I recently brought back an assortment of books, toys and supplies from the States for my daughter. Among them was a “Sing-along with Elmo” book that features a puppet of every toddler’s favorite furry monster and lyrics to the song “If You’re Happy and You Know It.”
At first, the sight of a bug-eyed little red monster wriggling around in a hole cut out of the middle of a book completely freaked Marianne out, but she eventually got over it and now giggles with glee whenever we whip out Elmo.
Like the ubiquitous Fuwa, which seem to induce a sort of ecstatic trance on virtually every child, Elmo’s designers were definitely onto something when it comes to toddler appeal – witness the stories of parents literally fighting it out for those Tickle Me Elmo dolls back in the 90s.
I raised this analogy to my Beijing-born wife last night as I tried explaining how Sesame Street, of which she’s only seen the occasional snippet, helped shape the minds of an entire generation of North American kids*. While she found my descriptions of the assorted characters – Kermit, Cookie Monster, Grover, the Count, Oscar (I even threw in a few Muppet Show characters, Ms Piggy and Animal) – amusing, it was one of those “you had to be there” situations; Sesame Street is simply one of those things to which mere words do no justice.
*Elmo, as some may recall, was a later addition to the cast (introduced some time in the 1980s) – a sort of “Grover-on-steroids” that marked the beginning of the Sesame Street Marketing Machine.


● **WHAT THIS TASK INVOLVES**: For this exercise, write out each entry below exactly, omitting the images.

● **DATA FOR REVIEW**:

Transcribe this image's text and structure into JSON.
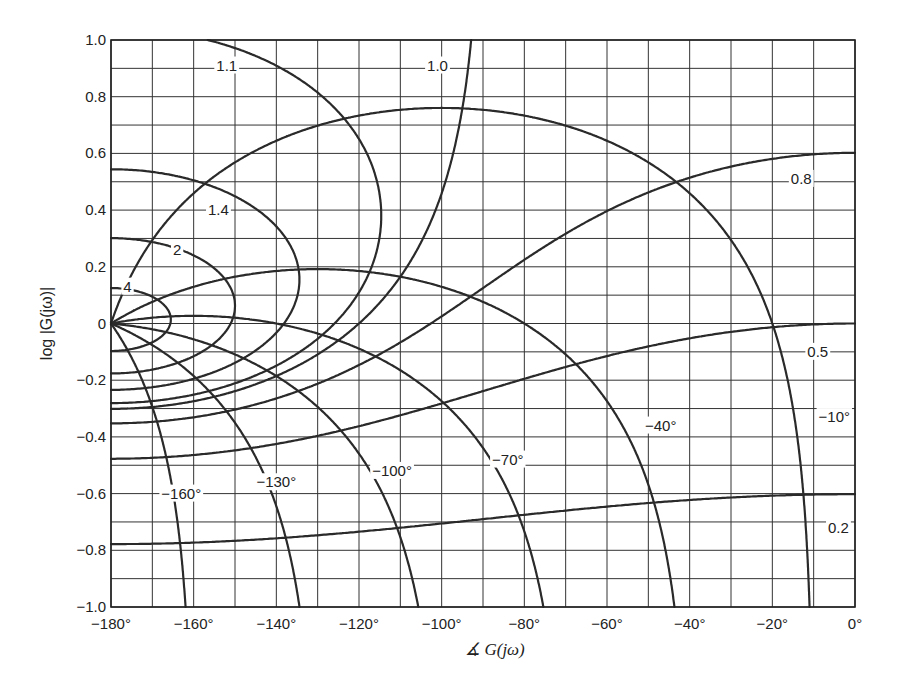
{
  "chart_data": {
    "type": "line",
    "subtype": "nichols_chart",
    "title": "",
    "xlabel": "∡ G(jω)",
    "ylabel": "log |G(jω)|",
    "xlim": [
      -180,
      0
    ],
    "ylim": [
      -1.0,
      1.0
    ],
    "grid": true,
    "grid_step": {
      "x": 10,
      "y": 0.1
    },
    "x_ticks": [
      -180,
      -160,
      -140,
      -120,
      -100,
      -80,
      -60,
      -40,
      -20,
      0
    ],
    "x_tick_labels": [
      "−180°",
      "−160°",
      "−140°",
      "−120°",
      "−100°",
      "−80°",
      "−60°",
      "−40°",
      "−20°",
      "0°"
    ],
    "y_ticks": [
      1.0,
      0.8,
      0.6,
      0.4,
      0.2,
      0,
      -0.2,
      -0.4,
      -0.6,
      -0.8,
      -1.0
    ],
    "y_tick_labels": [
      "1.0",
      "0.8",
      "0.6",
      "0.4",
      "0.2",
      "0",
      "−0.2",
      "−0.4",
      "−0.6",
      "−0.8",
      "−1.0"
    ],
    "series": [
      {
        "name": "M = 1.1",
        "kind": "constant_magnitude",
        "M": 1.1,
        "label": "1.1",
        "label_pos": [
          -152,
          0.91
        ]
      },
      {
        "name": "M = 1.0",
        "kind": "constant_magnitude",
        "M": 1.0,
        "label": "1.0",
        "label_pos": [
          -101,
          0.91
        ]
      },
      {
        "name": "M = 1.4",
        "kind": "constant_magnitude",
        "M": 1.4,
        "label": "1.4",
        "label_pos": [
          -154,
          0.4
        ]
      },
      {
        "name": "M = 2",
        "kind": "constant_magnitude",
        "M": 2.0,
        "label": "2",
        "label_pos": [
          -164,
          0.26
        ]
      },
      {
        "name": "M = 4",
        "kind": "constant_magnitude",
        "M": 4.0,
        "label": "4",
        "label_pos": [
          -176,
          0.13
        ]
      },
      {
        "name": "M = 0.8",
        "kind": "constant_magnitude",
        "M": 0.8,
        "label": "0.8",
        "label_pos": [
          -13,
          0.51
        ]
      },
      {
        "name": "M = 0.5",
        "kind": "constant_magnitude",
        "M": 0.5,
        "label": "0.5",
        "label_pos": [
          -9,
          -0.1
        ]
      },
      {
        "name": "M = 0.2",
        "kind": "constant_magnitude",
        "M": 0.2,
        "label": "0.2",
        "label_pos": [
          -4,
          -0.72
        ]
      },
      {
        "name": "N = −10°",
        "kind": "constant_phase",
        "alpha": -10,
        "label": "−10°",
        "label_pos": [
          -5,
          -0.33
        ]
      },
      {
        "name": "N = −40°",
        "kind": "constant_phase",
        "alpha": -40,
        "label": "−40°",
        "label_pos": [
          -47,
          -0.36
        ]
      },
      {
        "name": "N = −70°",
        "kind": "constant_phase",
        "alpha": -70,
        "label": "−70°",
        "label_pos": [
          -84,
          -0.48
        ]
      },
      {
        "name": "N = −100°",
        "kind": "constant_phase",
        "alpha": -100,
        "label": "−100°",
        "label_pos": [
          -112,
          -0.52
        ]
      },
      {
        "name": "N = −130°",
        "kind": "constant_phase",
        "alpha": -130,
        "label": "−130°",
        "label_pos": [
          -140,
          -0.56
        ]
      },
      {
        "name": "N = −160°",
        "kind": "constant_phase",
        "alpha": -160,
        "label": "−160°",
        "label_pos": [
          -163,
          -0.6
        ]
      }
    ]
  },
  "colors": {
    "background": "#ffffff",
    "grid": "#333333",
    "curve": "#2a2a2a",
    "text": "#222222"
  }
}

● **RESULT OF THIS EXERCISE**:
Transcribe this image's text and structure into JSON.
{
  "chart_data": {
    "type": "line",
    "subtype": "nichols_chart",
    "title": "",
    "xlabel": "∡ G(jω)",
    "ylabel": "log |G(jω)|",
    "xlim": [
      -180,
      0
    ],
    "ylim": [
      -1.0,
      1.0
    ],
    "grid": true,
    "grid_step": {
      "x": 10,
      "y": 0.1
    },
    "x_ticks": [
      -180,
      -160,
      -140,
      -120,
      -100,
      -80,
      -60,
      -40,
      -20,
      0
    ],
    "x_tick_labels": [
      "−180°",
      "−160°",
      "−140°",
      "−120°",
      "−100°",
      "−80°",
      "−60°",
      "−40°",
      "−20°",
      "0°"
    ],
    "y_ticks": [
      1.0,
      0.8,
      0.6,
      0.4,
      0.2,
      0,
      -0.2,
      -0.4,
      -0.6,
      -0.8,
      -1.0
    ],
    "y_tick_labels": [
      "1.0",
      "0.8",
      "0.6",
      "0.4",
      "0.2",
      "0",
      "−0.2",
      "−0.4",
      "−0.6",
      "−0.8",
      "−1.0"
    ],
    "series": [
      {
        "name": "M = 1.1",
        "kind": "constant_magnitude",
        "M": 1.1,
        "label": "1.1",
        "label_pos": [
          -152,
          0.91
        ]
      },
      {
        "name": "M = 1.0",
        "kind": "constant_magnitude",
        "M": 1.0,
        "label": "1.0",
        "label_pos": [
          -101,
          0.91
        ]
      },
      {
        "name": "M = 1.4",
        "kind": "constant_magnitude",
        "M": 1.4,
        "label": "1.4",
        "label_pos": [
          -154,
          0.4
        ]
      },
      {
        "name": "M = 2",
        "kind": "constant_magnitude",
        "M": 2.0,
        "label": "2",
        "label_pos": [
          -164,
          0.26
        ]
      },
      {
        "name": "M = 4",
        "kind": "constant_magnitude",
        "M": 4.0,
        "label": "4",
        "label_pos": [
          -176,
          0.13
        ]
      },
      {
        "name": "M = 0.8",
        "kind": "constant_magnitude",
        "M": 0.8,
        "label": "0.8",
        "label_pos": [
          -13,
          0.51
        ]
      },
      {
        "name": "M = 0.5",
        "kind": "constant_magnitude",
        "M": 0.5,
        "label": "0.5",
        "label_pos": [
          -9,
          -0.1
        ]
      },
      {
        "name": "M = 0.2",
        "kind": "constant_magnitude",
        "M": 0.2,
        "label": "0.2",
        "label_pos": [
          -4,
          -0.72
        ]
      },
      {
        "name": "N = −10°",
        "kind": "constant_phase",
        "alpha": -10,
        "label": "−10°",
        "label_pos": [
          -5,
          -0.33
        ]
      },
      {
        "name": "N = −40°",
        "kind": "constant_phase",
        "alpha": -40,
        "label": "−40°",
        "label_pos": [
          -47,
          -0.36
        ]
      },
      {
        "name": "N = −70°",
        "kind": "constant_phase",
        "alpha": -70,
        "label": "−70°",
        "label_pos": [
          -84,
          -0.48
        ]
      },
      {
        "name": "N = −100°",
        "kind": "constant_phase",
        "alpha": -100,
        "label": "−100°",
        "label_pos": [
          -112,
          -0.52
        ]
      },
      {
        "name": "N = −130°",
        "kind": "constant_phase",
        "alpha": -130,
        "label": "−130°",
        "label_pos": [
          -140,
          -0.56
        ]
      },
      {
        "name": "N = −160°",
        "kind": "constant_phase",
        "alpha": -160,
        "label": "−160°",
        "label_pos": [
          -163,
          -0.6
        ]
      }
    ]
  },
  "colors": {
    "background": "#ffffff",
    "grid": "#333333",
    "curve": "#2a2a2a",
    "text": "#222222"
  }
}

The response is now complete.